Bloomberg Law
April 1, 2016, 6:03 PM

Judge Sporkin, 84, Weighs Retirement, Reflects on Career

Casey Sullivan

Last week, we published a post about how the former federal judge Stanley Sporkin served as a mentor figure to a number of prominent securities lawyers who didn’t necessarily come from an elite law school.

It was a different world in the 1960s and 70s, when Sporkin was with the U.S. Securities and Exchange Commission and the agency was in its infancy, Sporkin explained. He was able to make hiring decisions based on gut feeling, not just how someone looked on paper.

“The most important thing I saw in the person was that they could be my friend, and that we could be colleagues and work together,” Sporkin said. “The person had to be smart and they had to believe in what we were doing.”

Today, Sporkin, at age 84, is facing a possible retirement in June, after the lease expires on his office space at 1130 Connecticut Avenue, N.W., where he maintains a solo shop that costs him about $22,500 a month in rent.

“I don’t make that kind of money,” said Sporkin, whose job as Ombudsman for BP America, Inc. is coming to an end. The company had footed the cost of his office in exchange for his work until now, he said.

He has been in small talks, as he put it, with his son Thomas Sporkin at the law firm BuckleySandler , or as Judge Sporkin referred to him: Tommy.

“You know him!?” Sporkin got excited when I mentioned I spoke with Tom on a few stories. “How do you know him?... He’s a good kid.”

Sporkin said that whatever happens, he doesn’t want to work a 9 a.m. to 5 p.m. job anymore.

“You want a certain amount of freedom. I don’t want to get into a high-powered role. I’ve done it. I don’t want to do it again.”

Reflecting on his career, Sporkin noted a number of pivotal moments, and like the securities lawyers who he helped develop, Sporkin attributed much of his success to his own mentor figures.

He recalls that Bill Casey, a top advisor to President Ronald Reagan and director of the CIA in the 1980s, was instrumental in landing him a role on the federal bench.

“We became good friends when he was chair of the SEC. Little did I know that he would go ahead and run the Reagan campaign. I didn’t hear from him for a while and then he called me and said, ‘I want you to be the general counsel of the Export-Import Bank.’”

Sporkin said he turned the role down because he felt he didn’t have enough banking experience, but later in 1981, took the general counsel position for the CIA when it was offered to him by — again, Casey.

So when the time came that Sporkin felt that he wanted to become a federal judge — as his father had been, Sporkin told Casey, who advocated for him.

“When I was head of the CIA, he knew I wanted to be a judge, and he had friends in the White House who he knew could make judges. So, without going through the rigmarole, the president called me one day and just said he was going to nominate me.”

Sporkin became a judge in the U.S. District Court for the District of Columbia and oversaw a number of cases, including one that he remembers particularly well regarding Holocaust survivors seeking restitution from the German government.

“I hear better than I read, so I used to have oral argument in virtually every case, and I liked to listen to the lawyers,” said Sporkin.

In searching for his next chapter, Sporkin said that he is considering continuing work for companies as an Ombudsman, or an appointed official who investigates complaints against a company and communicates them to management.

“Firms need an Ombudsman,” said Sporkin.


Exercise instructions
Report how many lines below include "button", giving the figure alone.
══ Exercise data
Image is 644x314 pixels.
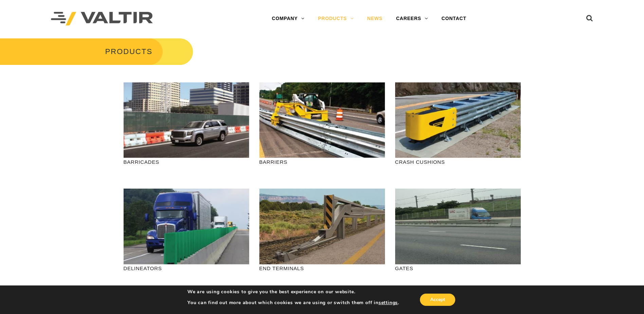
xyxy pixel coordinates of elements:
[124,158,249,166] p: BARRICADES
[265,12,312,26] a: COMPANY
[435,12,474,26] a: CONTACT
[124,265,249,273] p: DELINEATORS
[260,158,385,166] p: BARRIERS
[390,12,435,26] a: CAREERS
[51,12,153,26] img: Valtir
[395,158,521,166] p: CRASH CUSHIONS
[260,265,385,273] p: END TERMINALS
[420,294,455,306] button: Accept
[361,12,390,26] a: NEWS
[379,300,398,306] button: settings
[187,300,399,306] p: You can find out more about which cookies we are using or switch them off in .
[312,12,361,26] a: PRODUCTS
[395,265,521,273] p: GATES
[187,289,399,295] p: We are using cookies to give you the best experience on our website.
════
Result for this exercise
2